At War With Worker's Comp!


Drug Store Doug Smith
FOX 13 Investigative Reporter
Mar 1, 2010

TAMPA - We've all seen video of people caught on tape playing up their injuries and claiming benefits: people walking with a walker, and later walking just fine, or using or a cane where now you see it, now you don't.

But there's nothing funny or phony about the video of Sam McGinnis, a clerk behind the counter at a drug store in Tampa, Florida on November 29, 2008. A camera inside the store shows a holdup.

In the course of the robbery, a man wearing a white clown mask shot Sam McGinnis in the leg after ordering him to open up the cash register.

"I asked please don't hurt me," McGinnis remembered, "Please don't hurt anybody else.

When McGinnis couldn't get the money out of the second register fast enough, the robber took aim a second time.

"The last words I ever heard from this gentleman were, "'F*** you.' and he shot me in the chest."

The man in the mask was never caught. He got away with just $88, but McGinnis paid a much higher price. The bullet, which ripped though his chest and pierced several organs, is still lodged in his back.

The damage has left him in constant pain. Even the simplest tasks are a challenge, and he says the workers' compensation system is compounding his agony.

"The system itself it just beats you down," Sam McGinnis told investigative reporter Doug Smith.

McGinnis hasn't been able to get surgery that his doctors say could ease his pain because so far workers' compensation won't approve it. McGinnis says he had very good private insurance, but because he was hurt at work, he can't use it.

He says workers' comp treats him like almost like a criminal, instead of a crime victim.

"(Workers') comp is a 'mother may I' system," said Attorney Tim Jesaitis, who is an adjunct professor at Stetson University College of Law and also handles workers' comp cases for insurance companies. "Mother may I go to the chiropractor? Mother says no. What do I do?"

Jesaitis says Florida lawmakers reformed the workers' compensation system after so many people abused it, but those changes make it difficult for someone with catastrophic injuries.

One of the rules says an injured worker can change doctors just once. That's to prevent doctor shopping. But Sam McGinnis will need a lifetime of care.

"I think the one time change is a good example of where a limitation applied to a catastrophic case might be unreasonable," said Jesaitis.

Sam McGinnis's father, Gene McGinnis, is out to change the law. He wants a two tier system: one for the average worker hurt on the job and another for people who are catastrophically injured, like his son.

He's started an internet campaign and contacted lawmakers to gather support for Sam's Law. Gene McGinnis has a web site and has also posted a video of the shooting online.

"Wouldn't it be nice to find ten years from now that somebody comes up to him and says, "'you're Sam,'" Gene McGinnis imagines. "'If it wasn't for you I wouldn't have the life that I have because I was so severely injured and I was able to get the help that I needed.'"

But Sam McGinnis hopes a change in the law comes soon enough for him.

"I'm hoping," he says, "that's all I've got -- hope and faith."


Task to complete
Copy each line of the entries that includes the word "What".

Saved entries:
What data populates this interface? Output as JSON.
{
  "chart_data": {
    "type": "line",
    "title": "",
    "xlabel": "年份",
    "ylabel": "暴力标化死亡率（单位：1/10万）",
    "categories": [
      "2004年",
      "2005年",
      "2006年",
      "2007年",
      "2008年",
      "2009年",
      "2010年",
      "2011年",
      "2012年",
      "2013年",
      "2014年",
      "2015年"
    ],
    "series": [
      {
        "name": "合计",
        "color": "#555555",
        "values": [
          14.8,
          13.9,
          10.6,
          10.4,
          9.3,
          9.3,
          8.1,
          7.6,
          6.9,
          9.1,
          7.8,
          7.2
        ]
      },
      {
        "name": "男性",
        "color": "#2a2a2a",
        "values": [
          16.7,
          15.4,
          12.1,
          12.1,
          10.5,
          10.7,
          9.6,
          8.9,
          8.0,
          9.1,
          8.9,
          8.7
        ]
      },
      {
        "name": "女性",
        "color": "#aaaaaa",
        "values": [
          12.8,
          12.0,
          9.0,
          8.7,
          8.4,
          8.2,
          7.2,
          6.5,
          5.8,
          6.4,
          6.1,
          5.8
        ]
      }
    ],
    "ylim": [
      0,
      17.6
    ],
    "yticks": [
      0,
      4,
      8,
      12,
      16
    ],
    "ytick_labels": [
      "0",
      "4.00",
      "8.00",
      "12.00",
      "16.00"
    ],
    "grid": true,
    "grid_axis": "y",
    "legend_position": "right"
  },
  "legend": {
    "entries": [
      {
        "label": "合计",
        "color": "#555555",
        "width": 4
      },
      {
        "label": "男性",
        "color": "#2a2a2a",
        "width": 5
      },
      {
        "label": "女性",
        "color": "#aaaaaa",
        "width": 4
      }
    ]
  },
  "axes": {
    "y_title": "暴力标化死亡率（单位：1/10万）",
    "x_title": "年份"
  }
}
---
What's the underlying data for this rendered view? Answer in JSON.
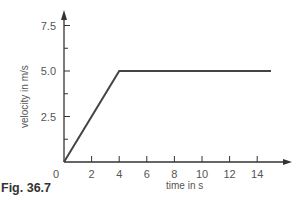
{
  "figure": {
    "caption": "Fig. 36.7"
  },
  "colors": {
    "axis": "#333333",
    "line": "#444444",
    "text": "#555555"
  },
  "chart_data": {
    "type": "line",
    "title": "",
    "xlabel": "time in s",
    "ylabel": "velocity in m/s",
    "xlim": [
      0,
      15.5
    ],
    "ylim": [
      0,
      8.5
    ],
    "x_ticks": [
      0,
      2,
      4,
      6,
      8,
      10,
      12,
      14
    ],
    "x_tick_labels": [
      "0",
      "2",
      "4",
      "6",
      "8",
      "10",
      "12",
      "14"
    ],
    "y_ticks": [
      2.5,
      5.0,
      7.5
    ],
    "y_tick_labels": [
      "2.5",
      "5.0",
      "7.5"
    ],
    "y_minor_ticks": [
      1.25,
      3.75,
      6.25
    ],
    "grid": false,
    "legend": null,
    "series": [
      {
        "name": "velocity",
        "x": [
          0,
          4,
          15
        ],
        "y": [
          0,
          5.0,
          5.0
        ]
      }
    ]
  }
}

Exercise result
What data populates this interface? Output as JSON.
What's the underlying data for this rendered view? Answer in JSON.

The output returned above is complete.